Hello,
At Wed, 29 Mar 2017 09:23:42 +0200, Michael Banck <michael.banck@credativ.de> wrote in
<1490772222.18436.14.camel@credativ.de>
> Hi,
>
> Am Mittwoch, den 29.03.2017, 15:22 +0900 schrieb Michael Paquier:
> > On Wed, Mar 29, 2017 at 3:56 AM, Fujii Masao <masao.fujii@gmail.com> wrote:
> > > If your need other information except START WAL LOCATION at the beginning of
> > > base backup and they are very useful for many third-party softwares,
> > > you can add them into that first result set. If you do this, you can
> > > retrieve them
> > > at the beginning even when WAL files are included in the backup.
> >
> > You mean in the result tuple of pg_start_backup(), right? Why not.
>
> The replication protocol chapter says: "When the backup is started, the
> server will first send two ordinary result sets, followed by one or more
> CopyResponse results. The first ordinary result set contains the
> starting position of the backup, in a single row with two columns."
>
> However, I don't think it is very obvious to users (or at least it is
> not to me) how to get at this from psql, if you want to script it. If I
> run something like 'psql "dbname=postgres replication=database" -c
> "BASE_BACKUP" "> foo', I seem to only get the tar file(s), unless I am
> missing something.
Interesting. The protocol documentation seems fine to me but
maybe the example is perplexing. psql always prints only the last
result set for a query.
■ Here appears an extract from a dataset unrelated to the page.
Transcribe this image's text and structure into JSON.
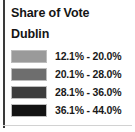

So your query resembling the example in
the page gives only unrecognizable dump.
A little modification to psql prints the follwing but anyway
modifying psql to handle BASE_BACKUP like this doesn't seem
reasonable.
$ psql "dbname=postgres replication=database port=5433" -c "BASE_BACKUP" | head recptr | tli
-----------+-----0/C000028 | 1
(1 row)
spcoid | spclocation | size
--------+-------------+------ | |
(1 row)
backup_labelgres0000000E)
CHECKPOINT LOCATION: 0/E000060
BACKUP METHOD: streamed
BACKUP FROM: master
START TIME: 2017-03-29 17:32:16 JST
LABEL: base backup
....
> The reason one might not want to run pg_basebackup directly is that this
> way one can pipe the output to an external program, e.g. to better
> compress it; this is not possible with pg_basebackup if you additional
> tablespaces.
>
> So I think that has some merit on its own.